A recent attempt to weaken the state’s authority to impose groundwater regulation and enforcement has lost in Fresno’s 5th District Court of Appeal. In a closely watched case, the Kings County Farm Bureau and two local landowners sued when the State Water Resources Control Board (SWRCB) imposed sanctions and penalties on growers who failed to comply with elements of California’s Sustainable Groundwater Management Act (SGMA).
Only a decade old, SGMA was enacted only after mining groundwater throughout the San Joaquin Valley had depleted aquifers, caused billions of dollars damage to infrastructure, and ruined productive wells for hundreds of Valley property owners, including many small farmers.
The lawsuit against the State Water Board argued that by requiring metering of groundwater use and imposing penalties for failure to comply with SGMA, the Board had exceeded its authority. On October 29, the 5th Circuit Court of Appeal sided with the Water Board.
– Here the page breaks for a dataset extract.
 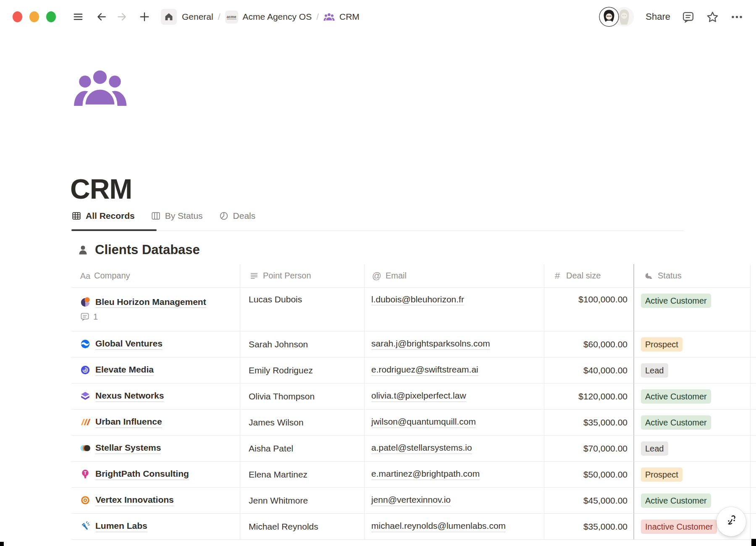 What do you see at coordinates (589, 310) in the screenshot?
I see `deal-size-cell: $100,000.00` at bounding box center [589, 310].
Wednesday’s ruling is part of a larger suit that will test Board authority to demand Valley farmers achieve groundwater sustainability by 2040. Many observers thought the 2040 deadline far too distant when it was imposed, but the Water Board’s insistence that local agencies devise and implement plans well before the deadline indicates firm resolve.
The ruling will hit very close to home in places like eastern Stanislaus County, where growers and farm developers planted thousands of acres of groundwater-dependent almonds on what once had been grazing land for cattle. Many of those groundwater-dependent trees will now very likely be pulled out when new pumping limits kick in by 2027. Some insiders are predicting the new restrictions will limit ground water usage to less than two acre-feet per year, well below the three to four acre-feet almond orchards need to be productive.
California was the last state in the nation to regulate groundwater. While the consequences have been known among insiders for years, the general public is only recently waking up to the widespread damage and exorbitant costs the “race to the bottom” of local aquifers has inflicted throughout the Valley.
The late Vance Kennedy tried to warn Stanislaus County authorities over ten years ago that permitting planting of thousands of acres of almonds over one of the last viable aquifers in the Valley would be an environmental catastrophe. In addition to depleting what Dr. Kennedy called our “savings bank,” draining the aquifer has had devastating effects on local streams, creeks, vernal pools and wildlife.

The thousands of acres of trees have also reduced foraging habitat for wildlife and raptors, especially the wintering raptors for which those eastern foothills have been critically important. In just one obvious case of damage to the public trust, orchards around Modesto Reservoir have relied on seepage from the reservoir for irrigation water. That seepage belongs to ratepayers in the Modesto Irrigation District and amounts to over 20,000 acre-feet.
Going forward, the real question will be, “Who pays?” Who will pay for the environmental destruction unregulated pumping has wrought throughout the Valley?
Let’s hope it’s not the ratepayers and small farmers who get stuck with the bill. So far, they’ve been the ones bearing all the burden.

You should put this in the Bee, etc. I’m willing to share the cost I’m assuming the cost is reasonable. Maybe a reduced rate because it’s a public service. Mike
I drove out Keyes road on Sunday – 60,000 acres of almonds my friend informed me. Incredible.
Totally irresponsible to plant trees when there was not a sustainable water source. Studies show most farmers care about and want to protect the environment they farm in. The people (can’t call them farmers) that planted all those trees on the eastside were willing to destroy the water aquifer/environment for personal profit and to hell with everything else.